Frumin hopes the program can help eliminate the stigmas associated with the construction industry, such as that it’s a dirty job primarily for men or “the non-college material,” as Frumin put it. “Some young people who may be seen as college-bound, like I was, may never be presented with opportunities that help them become self-actualized members [of society],” Frumin said. “They’re held up or put down by a society that does or doesn’t value blue-collar jobs.”

Students earn wages, and when a house is sold on the market, the company puts “equity” toward their scholarships. (Courtesy of unCommon Construction)

But the fact of the matter is that the industry employs a great variety of professions. “Big construction companies still need lawyers, and they still need an accountant. They rely on emergency medical services, they have security positions, and they require insurance,” Frumin said. 

It is time to value the construction industry, he added. “There’s a whole economy that surrounds our industry, and in fact, our industry makes up the backbone of the American economy. … We have to be part of changing the narrative for all the different people who are involved.”

From March Issue, Volume 3

Categories
Features Lifestyle

SoCal Couple Start Homestead in North Idaho to Grow Own Food, Raise 10 Kids in Traditional Lifestyle

It was mainly for the well-being of their 10 children that Carolyn and Josh Thomas struck out to start their own family homestead 1,000 miles from their home.
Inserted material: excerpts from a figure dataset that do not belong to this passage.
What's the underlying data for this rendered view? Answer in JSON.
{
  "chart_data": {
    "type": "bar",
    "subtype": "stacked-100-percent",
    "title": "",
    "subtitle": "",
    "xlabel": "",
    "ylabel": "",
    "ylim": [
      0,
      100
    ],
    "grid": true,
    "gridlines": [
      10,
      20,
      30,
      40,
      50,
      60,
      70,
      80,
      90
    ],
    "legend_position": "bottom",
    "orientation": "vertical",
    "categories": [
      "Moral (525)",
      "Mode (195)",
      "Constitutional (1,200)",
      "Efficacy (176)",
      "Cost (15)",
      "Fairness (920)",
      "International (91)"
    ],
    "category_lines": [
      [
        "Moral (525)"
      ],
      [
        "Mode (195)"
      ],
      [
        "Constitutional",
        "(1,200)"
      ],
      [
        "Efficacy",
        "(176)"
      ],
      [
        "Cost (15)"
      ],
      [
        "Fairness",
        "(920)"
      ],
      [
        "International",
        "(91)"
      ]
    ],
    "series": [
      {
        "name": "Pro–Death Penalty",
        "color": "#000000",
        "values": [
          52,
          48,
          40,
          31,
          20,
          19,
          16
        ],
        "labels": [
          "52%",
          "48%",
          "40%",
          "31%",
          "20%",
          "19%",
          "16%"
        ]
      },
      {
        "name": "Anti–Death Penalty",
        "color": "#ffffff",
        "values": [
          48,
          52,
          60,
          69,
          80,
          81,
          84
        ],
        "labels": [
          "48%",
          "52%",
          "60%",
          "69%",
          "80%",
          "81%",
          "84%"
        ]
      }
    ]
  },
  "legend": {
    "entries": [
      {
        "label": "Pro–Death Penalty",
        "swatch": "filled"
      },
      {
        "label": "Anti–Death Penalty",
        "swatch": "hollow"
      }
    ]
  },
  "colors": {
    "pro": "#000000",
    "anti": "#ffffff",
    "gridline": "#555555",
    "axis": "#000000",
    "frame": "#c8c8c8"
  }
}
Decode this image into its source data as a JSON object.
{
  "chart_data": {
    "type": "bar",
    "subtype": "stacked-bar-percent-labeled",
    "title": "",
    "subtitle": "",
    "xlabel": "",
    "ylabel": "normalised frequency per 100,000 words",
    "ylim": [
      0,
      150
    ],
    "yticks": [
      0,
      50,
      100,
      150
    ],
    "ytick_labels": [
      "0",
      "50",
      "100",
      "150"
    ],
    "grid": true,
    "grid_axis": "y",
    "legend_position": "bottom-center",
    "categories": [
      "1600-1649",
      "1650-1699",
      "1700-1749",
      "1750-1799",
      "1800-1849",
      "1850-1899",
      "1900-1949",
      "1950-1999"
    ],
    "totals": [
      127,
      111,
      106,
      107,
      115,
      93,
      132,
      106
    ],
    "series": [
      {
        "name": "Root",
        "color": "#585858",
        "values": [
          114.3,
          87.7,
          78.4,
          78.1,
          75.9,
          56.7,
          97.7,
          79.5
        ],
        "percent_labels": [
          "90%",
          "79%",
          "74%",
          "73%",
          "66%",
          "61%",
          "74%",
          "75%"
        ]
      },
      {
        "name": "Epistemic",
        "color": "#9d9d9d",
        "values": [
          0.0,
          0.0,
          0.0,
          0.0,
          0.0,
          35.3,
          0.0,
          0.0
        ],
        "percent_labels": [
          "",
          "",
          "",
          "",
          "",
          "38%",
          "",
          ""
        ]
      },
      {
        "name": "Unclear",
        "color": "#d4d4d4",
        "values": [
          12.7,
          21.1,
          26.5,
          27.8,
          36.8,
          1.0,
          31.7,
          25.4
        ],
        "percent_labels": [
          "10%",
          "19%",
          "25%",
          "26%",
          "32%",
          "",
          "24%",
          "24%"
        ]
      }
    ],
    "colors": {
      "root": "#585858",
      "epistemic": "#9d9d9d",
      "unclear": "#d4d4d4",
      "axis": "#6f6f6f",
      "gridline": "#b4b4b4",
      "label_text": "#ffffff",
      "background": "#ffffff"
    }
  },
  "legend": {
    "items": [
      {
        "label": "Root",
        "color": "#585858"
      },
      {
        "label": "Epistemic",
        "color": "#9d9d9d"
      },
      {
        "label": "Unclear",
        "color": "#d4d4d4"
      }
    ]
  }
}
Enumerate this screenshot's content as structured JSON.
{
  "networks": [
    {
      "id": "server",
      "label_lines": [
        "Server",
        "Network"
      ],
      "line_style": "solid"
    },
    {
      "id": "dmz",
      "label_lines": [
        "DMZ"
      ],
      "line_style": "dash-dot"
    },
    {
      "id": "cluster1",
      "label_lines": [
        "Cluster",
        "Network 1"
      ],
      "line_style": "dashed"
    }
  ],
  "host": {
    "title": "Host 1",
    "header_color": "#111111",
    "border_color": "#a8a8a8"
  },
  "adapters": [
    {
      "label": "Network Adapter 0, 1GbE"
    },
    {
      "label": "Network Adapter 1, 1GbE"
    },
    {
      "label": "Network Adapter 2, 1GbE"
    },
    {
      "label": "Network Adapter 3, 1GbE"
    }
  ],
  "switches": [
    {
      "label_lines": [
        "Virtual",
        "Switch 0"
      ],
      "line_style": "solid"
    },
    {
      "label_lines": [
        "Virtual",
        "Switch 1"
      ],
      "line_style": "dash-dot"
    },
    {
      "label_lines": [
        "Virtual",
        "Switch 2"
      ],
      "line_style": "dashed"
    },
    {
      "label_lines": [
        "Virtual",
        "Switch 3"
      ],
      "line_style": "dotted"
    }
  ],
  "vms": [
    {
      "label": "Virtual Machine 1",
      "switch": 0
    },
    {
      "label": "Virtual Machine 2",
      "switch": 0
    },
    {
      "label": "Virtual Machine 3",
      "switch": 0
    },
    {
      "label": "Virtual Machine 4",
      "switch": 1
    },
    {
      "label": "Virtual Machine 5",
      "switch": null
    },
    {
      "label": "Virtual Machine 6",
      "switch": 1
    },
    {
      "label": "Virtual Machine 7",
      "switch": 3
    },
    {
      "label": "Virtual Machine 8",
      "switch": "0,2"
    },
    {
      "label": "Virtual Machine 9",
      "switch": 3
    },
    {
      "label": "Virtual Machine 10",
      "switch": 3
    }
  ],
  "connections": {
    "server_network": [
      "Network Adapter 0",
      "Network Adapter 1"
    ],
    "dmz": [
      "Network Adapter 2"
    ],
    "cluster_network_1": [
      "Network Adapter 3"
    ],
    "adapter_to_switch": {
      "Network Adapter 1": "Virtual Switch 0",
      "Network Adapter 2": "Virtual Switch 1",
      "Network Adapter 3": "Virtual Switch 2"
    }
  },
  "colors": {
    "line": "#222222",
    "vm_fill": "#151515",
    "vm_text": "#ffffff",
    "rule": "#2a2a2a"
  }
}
Their life in Southern California had been all about chasing a check, climbing the ladder, and getting ahead. They were used to following the crowd.

It was when their first son was born and it came time for his first round of vaccines that the parents became concerned about their lifestyle.

(Courtesy of Carolyn Thomas)

“The doctor had told me that the nurse was going to come in and give the baby two shots,” Carolyn told The Epoch Times. “Well, when the nurse came in, she gave the baby three shots. And both Josh and I have this very clear memory of these three different shots.”

They didn’t think much of it at the time; they were just so used to deferring to what the authorities said.

“When we went home that night, he had a reaction to the vaccines,” Carolyn added. “It made us really wake up and start paying attention and decide that we needed to be in the driver’s seat of our life, and we needed to be making active decisions.”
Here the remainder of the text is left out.